I wander if it is till reasonable to fight with the CI limitations here.

It's a fair concern. Worth to highlight that this is the same issue I had for Android, and for which I came up with a nasty workaround. I am hopping that with 9db226a, I now have a sustainable solution for all Linux-based build (Linux and Androids - more Android arch and version will need to be included at some point).

With every contributor that is using the Linux vcpkg environment, we loose one tester for one of our release setups.

We should rather take the problem on the other direction and think about why would contributors move to a Linux vcpkg environment? The TLDR is, I doubt anybody would use it except if they need the latest supported Qt version or the ability to statically link Mixxx. Another usecase is going to be containerised build environment. For example, if you want to build Mixxx with Qt Creator on Flatpak, VCPKG is the most straight forward solution.

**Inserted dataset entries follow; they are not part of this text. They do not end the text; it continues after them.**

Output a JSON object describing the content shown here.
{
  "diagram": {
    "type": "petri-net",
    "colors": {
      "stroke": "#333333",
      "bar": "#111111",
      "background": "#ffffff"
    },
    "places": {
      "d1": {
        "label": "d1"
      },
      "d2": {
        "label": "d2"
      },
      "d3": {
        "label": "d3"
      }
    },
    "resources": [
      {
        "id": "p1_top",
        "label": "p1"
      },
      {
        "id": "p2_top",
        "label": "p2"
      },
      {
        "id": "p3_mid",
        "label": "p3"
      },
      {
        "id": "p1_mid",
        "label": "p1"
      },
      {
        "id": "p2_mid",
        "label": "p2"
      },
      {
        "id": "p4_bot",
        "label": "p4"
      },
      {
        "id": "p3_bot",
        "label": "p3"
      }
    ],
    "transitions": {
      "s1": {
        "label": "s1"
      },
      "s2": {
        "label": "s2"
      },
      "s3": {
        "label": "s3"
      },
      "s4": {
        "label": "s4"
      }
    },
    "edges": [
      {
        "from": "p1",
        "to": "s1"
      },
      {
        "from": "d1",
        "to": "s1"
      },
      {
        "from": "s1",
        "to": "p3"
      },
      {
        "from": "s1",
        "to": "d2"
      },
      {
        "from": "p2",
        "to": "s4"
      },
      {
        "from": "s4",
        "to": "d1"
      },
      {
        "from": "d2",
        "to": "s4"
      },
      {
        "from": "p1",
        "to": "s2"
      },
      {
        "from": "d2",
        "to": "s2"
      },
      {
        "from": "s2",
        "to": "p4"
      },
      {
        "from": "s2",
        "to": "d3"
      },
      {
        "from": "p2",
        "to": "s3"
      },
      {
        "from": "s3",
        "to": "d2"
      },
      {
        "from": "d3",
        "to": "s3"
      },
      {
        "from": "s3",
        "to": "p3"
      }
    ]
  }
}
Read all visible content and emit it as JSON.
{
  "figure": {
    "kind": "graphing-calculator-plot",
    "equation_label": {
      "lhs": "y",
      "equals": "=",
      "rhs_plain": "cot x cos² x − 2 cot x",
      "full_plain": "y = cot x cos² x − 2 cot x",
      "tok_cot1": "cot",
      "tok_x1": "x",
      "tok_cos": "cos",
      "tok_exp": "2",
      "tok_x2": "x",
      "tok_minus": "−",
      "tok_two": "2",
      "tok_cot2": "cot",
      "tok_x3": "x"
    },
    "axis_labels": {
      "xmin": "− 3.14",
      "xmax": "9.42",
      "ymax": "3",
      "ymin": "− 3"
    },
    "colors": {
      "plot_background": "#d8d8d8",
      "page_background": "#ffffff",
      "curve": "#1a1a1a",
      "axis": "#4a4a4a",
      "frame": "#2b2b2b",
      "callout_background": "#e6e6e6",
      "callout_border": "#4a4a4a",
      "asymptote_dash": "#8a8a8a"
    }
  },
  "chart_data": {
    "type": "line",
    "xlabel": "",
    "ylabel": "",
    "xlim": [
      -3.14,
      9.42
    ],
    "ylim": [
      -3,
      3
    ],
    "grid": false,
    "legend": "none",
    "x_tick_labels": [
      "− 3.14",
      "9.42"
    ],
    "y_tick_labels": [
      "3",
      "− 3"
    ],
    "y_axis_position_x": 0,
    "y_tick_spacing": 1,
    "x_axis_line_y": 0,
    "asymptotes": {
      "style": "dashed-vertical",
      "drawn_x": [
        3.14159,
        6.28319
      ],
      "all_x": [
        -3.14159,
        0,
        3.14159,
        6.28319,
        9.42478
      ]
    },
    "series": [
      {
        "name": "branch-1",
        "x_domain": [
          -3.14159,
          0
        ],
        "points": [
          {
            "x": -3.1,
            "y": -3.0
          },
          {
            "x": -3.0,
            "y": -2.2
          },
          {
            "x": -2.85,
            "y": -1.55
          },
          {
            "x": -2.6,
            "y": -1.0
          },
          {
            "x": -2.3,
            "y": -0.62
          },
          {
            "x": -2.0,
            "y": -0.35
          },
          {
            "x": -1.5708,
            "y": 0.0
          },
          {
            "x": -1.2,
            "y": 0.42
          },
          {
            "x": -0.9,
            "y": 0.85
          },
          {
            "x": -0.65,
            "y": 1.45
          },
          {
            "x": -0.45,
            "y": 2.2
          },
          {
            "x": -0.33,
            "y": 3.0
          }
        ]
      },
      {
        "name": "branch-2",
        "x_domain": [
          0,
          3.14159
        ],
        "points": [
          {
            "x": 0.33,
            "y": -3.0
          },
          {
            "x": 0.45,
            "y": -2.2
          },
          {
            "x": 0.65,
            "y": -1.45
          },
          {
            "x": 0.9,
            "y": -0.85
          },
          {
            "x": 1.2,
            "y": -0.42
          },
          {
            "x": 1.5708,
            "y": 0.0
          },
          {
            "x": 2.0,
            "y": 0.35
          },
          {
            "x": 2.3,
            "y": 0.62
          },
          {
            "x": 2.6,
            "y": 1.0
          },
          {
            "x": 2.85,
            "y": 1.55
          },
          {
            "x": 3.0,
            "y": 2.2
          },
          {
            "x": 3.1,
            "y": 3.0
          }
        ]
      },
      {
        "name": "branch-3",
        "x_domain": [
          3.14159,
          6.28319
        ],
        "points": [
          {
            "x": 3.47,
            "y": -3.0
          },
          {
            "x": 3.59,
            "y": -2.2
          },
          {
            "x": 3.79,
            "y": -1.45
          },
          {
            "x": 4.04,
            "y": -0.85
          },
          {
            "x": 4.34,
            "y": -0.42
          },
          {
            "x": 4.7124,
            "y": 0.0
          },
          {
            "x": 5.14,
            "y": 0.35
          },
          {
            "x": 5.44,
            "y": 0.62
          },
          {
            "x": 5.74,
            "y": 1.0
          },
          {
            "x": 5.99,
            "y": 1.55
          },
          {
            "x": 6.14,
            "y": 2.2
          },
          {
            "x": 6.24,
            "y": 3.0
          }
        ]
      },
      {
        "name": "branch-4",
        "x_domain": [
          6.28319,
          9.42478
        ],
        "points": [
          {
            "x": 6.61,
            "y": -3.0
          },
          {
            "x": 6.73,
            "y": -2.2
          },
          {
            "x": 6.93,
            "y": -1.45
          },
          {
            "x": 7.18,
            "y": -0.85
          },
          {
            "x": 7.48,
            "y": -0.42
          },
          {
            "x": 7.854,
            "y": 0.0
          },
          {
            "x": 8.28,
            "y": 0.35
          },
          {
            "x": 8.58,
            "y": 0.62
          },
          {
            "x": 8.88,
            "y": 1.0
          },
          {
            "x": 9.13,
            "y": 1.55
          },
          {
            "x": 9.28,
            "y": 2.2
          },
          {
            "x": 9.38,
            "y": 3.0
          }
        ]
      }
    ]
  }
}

Let's put this here on hold in the meantime.

This has already been on hold for 4 months. Except if there is strong concerns here, I would suggest we move forward.

What's you hidden agenda here?

I did updated the PR description previously. My hidden agenda is to progress on whta I considered being the future of Mixxx, that is:

  • QML
  • Android

While having VCPKG is going to be useful for me to move faster on the above, I am still planing to use the release setup for my day to day Mixxx builds, which I use to perform or make 2.x features (Taglib, SiS, ...), so in my case, you won't be loosing a RPM setup tester!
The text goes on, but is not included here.